Deep Ellum Brewing Co.

Dallas, TX

The pilsner style has been taken back to its former glory by craft brewers world wide. We’ve decided to take it further and reinvent American-style pilsner. Unfiltered, dry hopped, mashed with rye malt and brewed with American hops of noble Germanic descent.

ABV: 4.6

ABW: 3.68

COLOR: 4.93

BITTERNESS: 38

ORIGINAL GRAVITY: 1064

AVAILABLE: TX

Inspired by Czech pilsners, the beer has a pale bronze color and throws a deep collar of foam. Toasted malt, floral, herbal and peppery hops combine on the aroma along with a pronounced spicy rye note. Intensely bitter hops build in the mouth, balanced by rye bread, tart fruit and toasted malt. Some malty sweetness appears in the finish but is quickly overwhelmed by bitter hops and spicy rye. It’s finally tart and quenching.
- Roger Protz
I have to admit to being suspicious of “reinventions” of great beer styles; I prefer invention to reinvention. Can there be “rye pils”? Deep gold and hazy, with a pour that is somewhat viscous and raises a thick white foam. The aroma is full of citrus, but a peppery kick gives away the rye. The real rye signature is the round, almost oily mouthfeel. Slightly acrid bitterness is set against a full-bodied beer with light malt and hop flavors. Rye pils? Well, it doesn’t look, taste, smell or feel like pilsner. But it is something – an invention. And whatever it is would be fine with some moules frites.
- Garrett Oliver

Roger Protz
Author of Complete Guide to World Beer and 300 Beers to Try Before You Die.

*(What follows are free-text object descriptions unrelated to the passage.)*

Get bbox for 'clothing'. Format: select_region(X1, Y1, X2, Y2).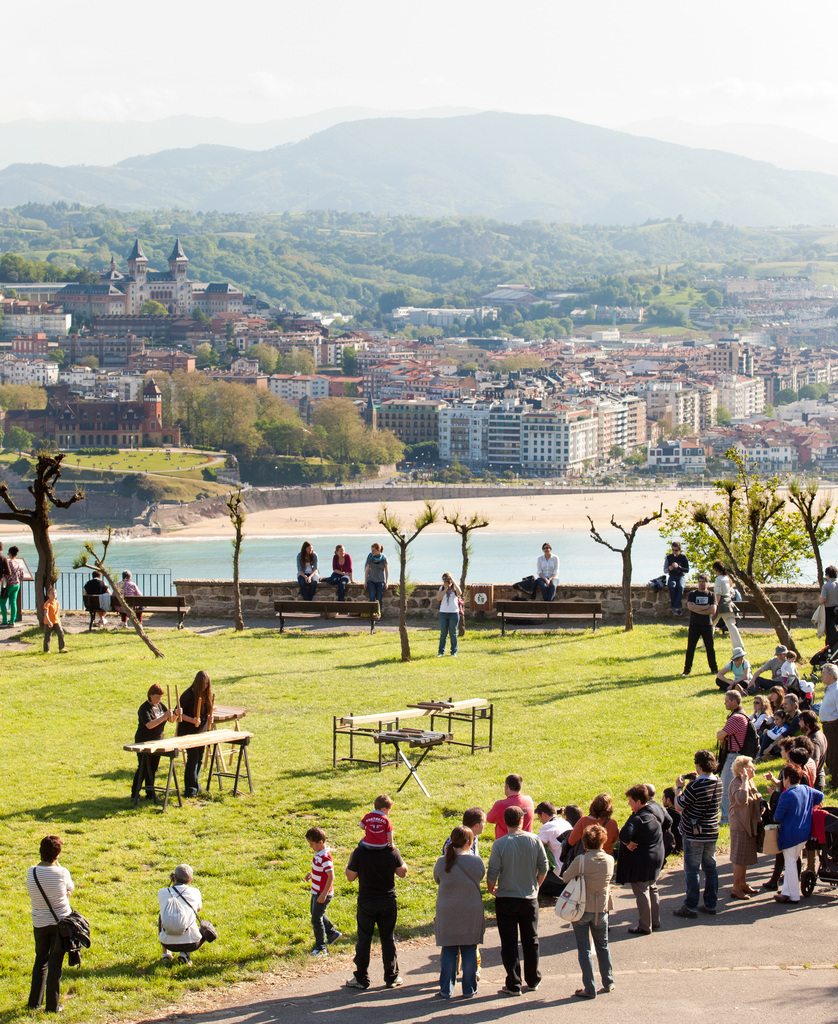
select_region(673, 776, 687, 860).
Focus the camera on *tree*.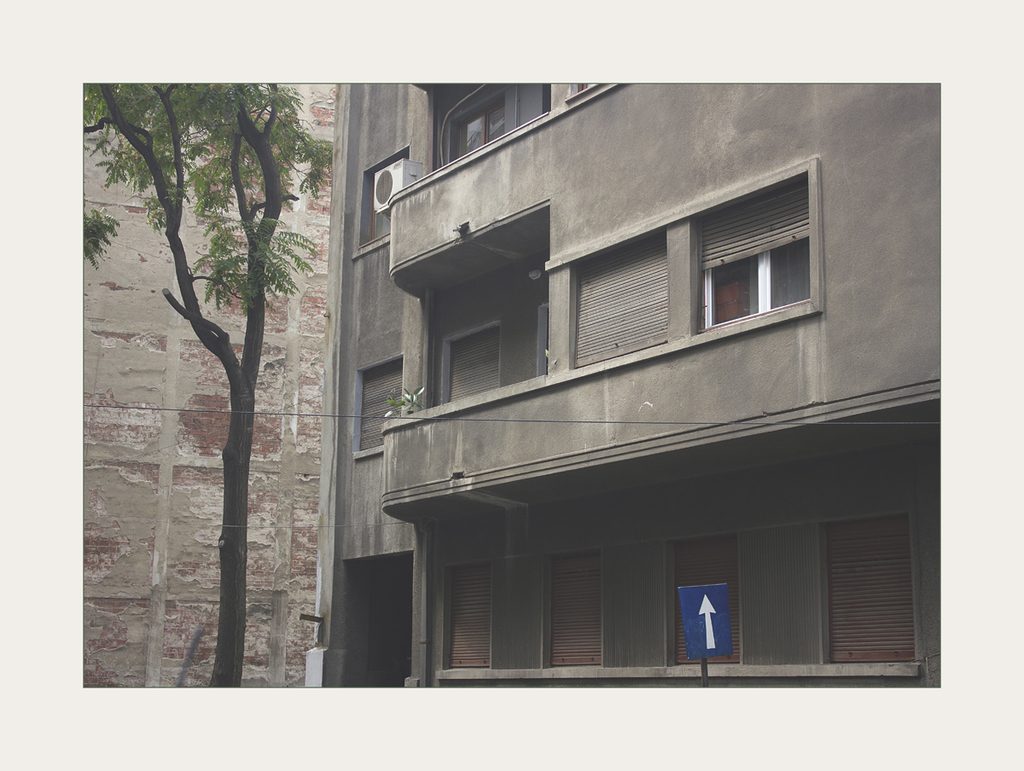
Focus region: [left=82, top=82, right=333, bottom=687].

Respected beer authority and editor of the CAMRA Good Beer Guide. and www.protzonbeer.co.uk.

Garrett Oliver
Garrett Oliver is the brewmaster of The Brooklyn Brewery, the Editor-in-Chief of The Oxford Companion to Beer, the author of The Brewmaster’s Table, and a veteran host of more than 800 beer dinners in 15 countries.